So on Thursday, July 9, Nancy asked me to tag along with Roberta, our translator, and her for the interview with someone about family doctors that still make house calls. We met this 50-year-old man with thinning, receding gray hair by the chapel on campus. We thought the interview was going to take place there but he said, “We do interview my way.” So we hopped in his car and drove-off to God knows where.
We quickly were outside of Urbino on an old road with hairpin turns and cliffs off to our sides. We changed roads a lot, so much that none of us could remember how to find our way back just in case this man turned out to be a killer or something. We should have brought bread crumbs.
Roberta was talking up a storm with this man about politics and Obama. We eventually make it to this man’s laboratory and met some other people. Nancy did her interview, while Roberta and I were just chatting away about different things. When the interview was complete, our drive/kidnapper said, “Now to lunch.” Nancy and I looked at each other and we both knew that neither off us brought any money.
So we drive-off, yet again, to another unknown destination. We ended up in this small, ancient city with cobble stone roads and a gorgeous lake with trees and old houses along the shore. We parked near the most spectacular view I have seen on the trip. The other people met us and we walked to a restaurant close by. This place had a table reserved for us with nice dishes, silverware, and a golden yellow tablecloth. They gave us some choices of different foods and we said “sure” to most. The servings came out in big dishes and each person ate as much he or she wanted. We had ravioli made with eggs, ravioli with meat sauce, some kind of long pasta with meat sauce, gnocchi, and a dessert that was like a custard in a fried dough bowl. They also brought out three different liquors: one cherry flavored, one lemon flavored, and then straight grappa.
When we had finished this huge meal, Nancy and I were thinking “do we have to pay?” Well we didn’t. Our kidnapper paid for everyone’s meal. It had to have been over 100 euros easily. So then we hopped back in the car and quickly discovered that this very generous man was a little tipsy. He took us on back roads the whole way. Now in Tennessee, we have some very curvy and twisty roads but the ones here are 10 times worse. I really like roads that give you a “roller coaster” feeling. Nancy was holding on for dear life most of the way back.
About a quarter of the way back, I noticed a little green grasshopper in the car. I picked it up but it jumped out of my fingers and left one of its’ twitching legs behind. I looked over at Nancy and she looks like she is about ready to scream out loud but she was trying so hard to hold it in. I tried to find what was scaring her and discovered that the grasshopper had made a new friend. I moved it somewhere and it disappeared.
We made it back to the chapel on campus and thanked our kidnapper so much for everything. I think this was the best interview/kidnapping I have ever experienced.




Sometimes the coming and going is what it is all about. I think too the surprises in life come few and far between. This post captures well the joy in just letting go and living the surprise.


The complete listing below should be transcribed precisely.

(Records)
--- START ---
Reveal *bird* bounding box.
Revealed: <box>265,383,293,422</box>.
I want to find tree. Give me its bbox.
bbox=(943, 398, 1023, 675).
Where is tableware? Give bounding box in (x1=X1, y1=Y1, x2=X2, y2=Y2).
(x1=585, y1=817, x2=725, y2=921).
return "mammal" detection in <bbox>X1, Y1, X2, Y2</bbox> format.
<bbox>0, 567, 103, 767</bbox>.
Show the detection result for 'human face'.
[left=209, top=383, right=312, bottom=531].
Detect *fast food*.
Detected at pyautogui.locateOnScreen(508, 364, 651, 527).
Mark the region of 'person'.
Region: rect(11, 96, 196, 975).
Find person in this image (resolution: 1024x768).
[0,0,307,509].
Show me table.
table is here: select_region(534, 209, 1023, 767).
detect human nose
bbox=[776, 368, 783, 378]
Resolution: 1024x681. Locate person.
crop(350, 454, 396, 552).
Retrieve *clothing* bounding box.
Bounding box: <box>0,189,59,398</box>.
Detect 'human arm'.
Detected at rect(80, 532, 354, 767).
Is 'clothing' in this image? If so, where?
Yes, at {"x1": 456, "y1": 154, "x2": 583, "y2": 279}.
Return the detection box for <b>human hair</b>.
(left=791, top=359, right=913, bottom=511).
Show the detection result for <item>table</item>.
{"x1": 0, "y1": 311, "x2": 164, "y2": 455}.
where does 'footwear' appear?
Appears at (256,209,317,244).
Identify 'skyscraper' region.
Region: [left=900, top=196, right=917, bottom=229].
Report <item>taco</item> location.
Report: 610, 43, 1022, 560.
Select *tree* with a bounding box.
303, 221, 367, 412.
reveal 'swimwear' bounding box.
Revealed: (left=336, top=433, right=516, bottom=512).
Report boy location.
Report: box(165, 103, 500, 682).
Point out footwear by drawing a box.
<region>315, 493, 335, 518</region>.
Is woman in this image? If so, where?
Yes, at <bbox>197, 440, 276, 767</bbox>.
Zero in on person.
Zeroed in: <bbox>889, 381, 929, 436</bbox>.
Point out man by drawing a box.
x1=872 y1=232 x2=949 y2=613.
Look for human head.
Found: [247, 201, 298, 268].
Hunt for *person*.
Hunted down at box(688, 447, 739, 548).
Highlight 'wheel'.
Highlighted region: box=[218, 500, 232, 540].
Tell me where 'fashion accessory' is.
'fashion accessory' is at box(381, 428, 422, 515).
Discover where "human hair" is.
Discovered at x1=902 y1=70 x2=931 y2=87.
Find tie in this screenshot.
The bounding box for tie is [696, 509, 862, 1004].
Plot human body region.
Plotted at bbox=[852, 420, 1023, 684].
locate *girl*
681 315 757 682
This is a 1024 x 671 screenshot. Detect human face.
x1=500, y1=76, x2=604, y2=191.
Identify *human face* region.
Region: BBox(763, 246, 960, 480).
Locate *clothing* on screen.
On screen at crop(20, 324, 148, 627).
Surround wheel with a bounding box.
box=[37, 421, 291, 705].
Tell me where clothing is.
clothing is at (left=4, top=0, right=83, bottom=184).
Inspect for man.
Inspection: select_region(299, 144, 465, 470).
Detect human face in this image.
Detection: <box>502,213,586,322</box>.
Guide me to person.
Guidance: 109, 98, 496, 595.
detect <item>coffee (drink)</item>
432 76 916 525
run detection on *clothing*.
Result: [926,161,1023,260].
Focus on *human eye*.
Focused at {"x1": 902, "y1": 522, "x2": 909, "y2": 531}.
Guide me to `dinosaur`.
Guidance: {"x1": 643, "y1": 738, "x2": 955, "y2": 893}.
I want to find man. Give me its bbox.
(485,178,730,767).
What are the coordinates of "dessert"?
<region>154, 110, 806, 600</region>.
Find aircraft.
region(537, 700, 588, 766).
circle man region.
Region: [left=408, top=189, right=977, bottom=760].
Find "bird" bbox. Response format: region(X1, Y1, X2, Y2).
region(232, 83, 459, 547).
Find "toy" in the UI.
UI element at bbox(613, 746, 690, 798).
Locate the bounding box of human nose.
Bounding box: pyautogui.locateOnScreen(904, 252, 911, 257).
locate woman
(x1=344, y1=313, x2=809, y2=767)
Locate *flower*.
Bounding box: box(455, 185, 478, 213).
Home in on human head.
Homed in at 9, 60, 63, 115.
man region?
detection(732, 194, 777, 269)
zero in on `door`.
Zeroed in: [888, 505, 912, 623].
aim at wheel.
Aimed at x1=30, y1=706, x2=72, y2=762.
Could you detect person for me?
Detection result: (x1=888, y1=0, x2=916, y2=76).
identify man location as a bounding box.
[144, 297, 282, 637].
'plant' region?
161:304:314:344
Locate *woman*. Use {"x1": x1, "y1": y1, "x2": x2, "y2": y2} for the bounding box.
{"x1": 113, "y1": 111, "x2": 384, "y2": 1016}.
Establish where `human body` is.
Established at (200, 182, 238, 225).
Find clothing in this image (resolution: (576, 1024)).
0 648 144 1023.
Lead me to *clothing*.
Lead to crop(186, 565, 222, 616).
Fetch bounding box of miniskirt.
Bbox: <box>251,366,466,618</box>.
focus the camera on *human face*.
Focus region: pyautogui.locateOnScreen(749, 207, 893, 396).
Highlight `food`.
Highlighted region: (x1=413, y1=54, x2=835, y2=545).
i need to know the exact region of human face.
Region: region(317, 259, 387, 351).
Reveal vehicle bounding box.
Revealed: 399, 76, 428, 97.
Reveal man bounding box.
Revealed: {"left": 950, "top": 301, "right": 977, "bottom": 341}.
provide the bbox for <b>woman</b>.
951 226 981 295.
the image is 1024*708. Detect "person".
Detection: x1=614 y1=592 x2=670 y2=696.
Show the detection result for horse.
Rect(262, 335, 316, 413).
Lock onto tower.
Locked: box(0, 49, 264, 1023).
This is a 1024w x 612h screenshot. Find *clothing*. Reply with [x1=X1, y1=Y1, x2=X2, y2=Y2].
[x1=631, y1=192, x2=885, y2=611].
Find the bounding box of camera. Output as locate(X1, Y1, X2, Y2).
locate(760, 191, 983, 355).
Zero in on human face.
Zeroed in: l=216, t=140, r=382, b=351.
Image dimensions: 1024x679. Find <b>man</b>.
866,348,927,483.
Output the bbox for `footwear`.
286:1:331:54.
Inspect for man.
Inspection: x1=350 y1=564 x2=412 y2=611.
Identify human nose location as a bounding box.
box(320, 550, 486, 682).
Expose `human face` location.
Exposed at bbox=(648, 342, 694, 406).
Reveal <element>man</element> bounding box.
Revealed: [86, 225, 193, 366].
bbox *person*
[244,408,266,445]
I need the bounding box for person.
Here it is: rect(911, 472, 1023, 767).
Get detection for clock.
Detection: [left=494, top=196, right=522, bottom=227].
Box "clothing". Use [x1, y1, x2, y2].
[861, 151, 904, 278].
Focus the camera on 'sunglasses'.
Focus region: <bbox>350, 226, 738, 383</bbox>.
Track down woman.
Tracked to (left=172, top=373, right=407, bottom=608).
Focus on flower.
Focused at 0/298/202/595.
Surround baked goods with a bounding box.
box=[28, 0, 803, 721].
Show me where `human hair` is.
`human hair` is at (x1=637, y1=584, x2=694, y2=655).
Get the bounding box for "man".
--- END ---
(The completed task)
Reveal *bird* bounding box.
Revealed: <box>265,383,293,422</box>.
I want to find tree. Give me its bbox.
bbox=(943, 398, 1023, 675).
Where is tableware? Give bounding box in (x1=X1, y1=Y1, x2=X2, y2=Y2).
(x1=585, y1=817, x2=725, y2=921).
return "mammal" detection in <bbox>X1, Y1, X2, Y2</bbox> format.
<bbox>0, 567, 103, 767</bbox>.
Show the detection result for 'human face'.
[left=209, top=383, right=312, bottom=531].
Detect *fast food*.
Detected at pyautogui.locateOnScreen(508, 364, 651, 527).
Mark the region of 'person'.
Region: rect(11, 96, 196, 975).
Find person in this image (resolution: 1024x768).
[0,0,307,509].
Show me table.
table is here: select_region(534, 209, 1023, 767).
detect human nose
bbox=[776, 368, 783, 378]
Resolution: 1024x681. Locate person.
crop(350, 454, 396, 552).
Retrieve *clothing* bounding box.
Bounding box: <box>0,189,59,398</box>.
Detect 'human arm'.
Detected at rect(80, 532, 354, 767).
Is 'clothing' in this image? If so, where?
Yes, at {"x1": 456, "y1": 154, "x2": 583, "y2": 279}.
Return the detection box for <b>human hair</b>.
(left=791, top=359, right=913, bottom=511).
Show the detection result for <item>table</item>.
{"x1": 0, "y1": 311, "x2": 164, "y2": 455}.
where does 'footwear' appear?
Appears at (256,209,317,244).
Identify 'skyscraper' region.
Region: [left=900, top=196, right=917, bottom=229].
Report <item>taco</item> location.
Report: 610, 43, 1022, 560.
Select *tree* with a bounding box.
303, 221, 367, 412.
reveal 'swimwear' bounding box.
Revealed: (left=336, top=433, right=516, bottom=512).
Report boy location.
Report: box(165, 103, 500, 682).
Point out footwear by drawing a box.
<region>315, 493, 335, 518</region>.
Is woman in this image? If so, where?
Yes, at <bbox>197, 440, 276, 767</bbox>.
Zero in on person.
Zeroed in: <bbox>889, 381, 929, 436</bbox>.
Point out man by drawing a box.
x1=872 y1=232 x2=949 y2=613.
Look for human head.
Found: [247, 201, 298, 268].
Hunt for *person*.
Hunted down at box(688, 447, 739, 548).
Highlight 'wheel'.
Highlighted region: box=[218, 500, 232, 540].
Tell me where 'fashion accessory' is.
'fashion accessory' is at box(381, 428, 422, 515).
Discover where "human hair" is.
Discovered at x1=902 y1=70 x2=931 y2=87.
Find tie in this screenshot.
The bounding box for tie is [696, 509, 862, 1004].
Plot human body region.
Plotted at bbox=[852, 420, 1023, 684].
locate *girl*
681 315 757 682
This is a 1024 x 671 screenshot. Detect human face.
x1=500, y1=76, x2=604, y2=191.
Identify *human face* region.
Region: BBox(763, 246, 960, 480).
Locate *clothing* on screen.
On screen at crop(20, 324, 148, 627).
Surround wheel with a bounding box.
box=[37, 421, 291, 705].
Tell me where clothing is.
clothing is at (left=4, top=0, right=83, bottom=184).
Inspect for man.
Inspection: select_region(299, 144, 465, 470).
Detect human face in this image.
Detection: <box>502,213,586,322</box>.
Guide me to person.
Guidance: 109, 98, 496, 595.
detect <item>coffee (drink)</item>
432 76 916 525
run detection on *clothing*.
Result: [926,161,1023,260].
Focus on *human eye*.
Focused at {"x1": 902, "y1": 522, "x2": 909, "y2": 531}.
Guide me to `dinosaur`.
Guidance: {"x1": 643, "y1": 738, "x2": 955, "y2": 893}.
I want to find man. Give me its bbox.
(485,178,730,767).
What are the coordinates of "dessert"?
<region>154, 110, 806, 600</region>.
Find aircraft.
region(537, 700, 588, 766).
circle man region.
Region: [left=408, top=189, right=977, bottom=760].
Find "bird" bbox. Response format: region(X1, Y1, X2, Y2).
region(232, 83, 459, 547).
Find "toy" in the UI.
UI element at bbox(613, 746, 690, 798).
Locate the bounding box of human nose.
Bounding box: pyautogui.locateOnScreen(904, 252, 911, 257).
locate woman
(x1=344, y1=313, x2=809, y2=767)
Locate *flower*.
Bounding box: box(455, 185, 478, 213).
Home in on human head.
Homed in at 9, 60, 63, 115.
man region?
detection(732, 194, 777, 269)
zero in on `door`.
Zeroed in: [888, 505, 912, 623].
aim at wheel.
Aimed at x1=30, y1=706, x2=72, y2=762.
Could you detect person for me?
Detection result: (x1=888, y1=0, x2=916, y2=76).
identify man location as a bounding box.
[144, 297, 282, 637].
'plant' region?
161:304:314:344
Locate *woman*. Use {"x1": x1, "y1": y1, "x2": x2, "y2": y2} for the bounding box.
{"x1": 113, "y1": 111, "x2": 384, "y2": 1016}.
Establish where `human body` is.
Established at (200, 182, 238, 225).
Find clothing in this image (resolution: (576, 1024)).
0 648 144 1023.
Lead me to *clothing*.
Lead to crop(186, 565, 222, 616).
Fetch bounding box of miniskirt.
Bbox: <box>251,366,466,618</box>.
focus the camera on *human face*.
Focus region: pyautogui.locateOnScreen(749, 207, 893, 396).
Highlight `food`.
Highlighted region: (x1=413, y1=54, x2=835, y2=545).
i need to know the exact region of human face.
Region: region(317, 259, 387, 351).
Reveal vehicle bounding box.
Revealed: 399, 76, 428, 97.
Reveal man bounding box.
Revealed: {"left": 950, "top": 301, "right": 977, "bottom": 341}.
provide the bbox for <b>woman</b>.
951 226 981 295.
the image is 1024*708. Detect "person".
Detection: x1=614 y1=592 x2=670 y2=696.
Show the detection result for horse.
Rect(262, 335, 316, 413).
Lock onto tower.
Locked: box(0, 49, 264, 1023).
This is a 1024w x 612h screenshot. Find *clothing*. Reply with [x1=X1, y1=Y1, x2=X2, y2=Y2].
[x1=631, y1=192, x2=885, y2=611].
Find the bounding box of camera. Output as locate(X1, Y1, X2, Y2).
locate(760, 191, 983, 355).
Zero in on human face.
Zeroed in: l=216, t=140, r=382, b=351.
Image dimensions: 1024x679. Find <b>man</b>.
866,348,927,483.
Output the bbox for `footwear`.
286:1:331:54.
Inspect for man.
Inspection: x1=350 y1=564 x2=412 y2=611.
Identify human nose location as a bounding box.
box(320, 550, 486, 682).
Expose `human face` location.
Exposed at bbox=(648, 342, 694, 406).
Reveal <element>man</element> bounding box.
Revealed: [86, 225, 193, 366].
bbox *person*
[244,408,266,445]
I need the bounding box for person.
Here it is: rect(911, 472, 1023, 767).
Get detection for clock.
Detection: [left=494, top=196, right=522, bottom=227].
Box "clothing". Use [x1, y1, x2, y2].
[861, 151, 904, 278].
Focus the camera on 'sunglasses'.
Focus region: <bbox>350, 226, 738, 383</bbox>.
Track down woman.
Tracked to (left=172, top=373, right=407, bottom=608).
Focus on flower.
Focused at 0/298/202/595.
Surround baked goods with a bounding box.
box=[28, 0, 803, 721].
Show me where `human hair` is.
`human hair` is at (x1=637, y1=584, x2=694, y2=655).
Get the bounding box for "man".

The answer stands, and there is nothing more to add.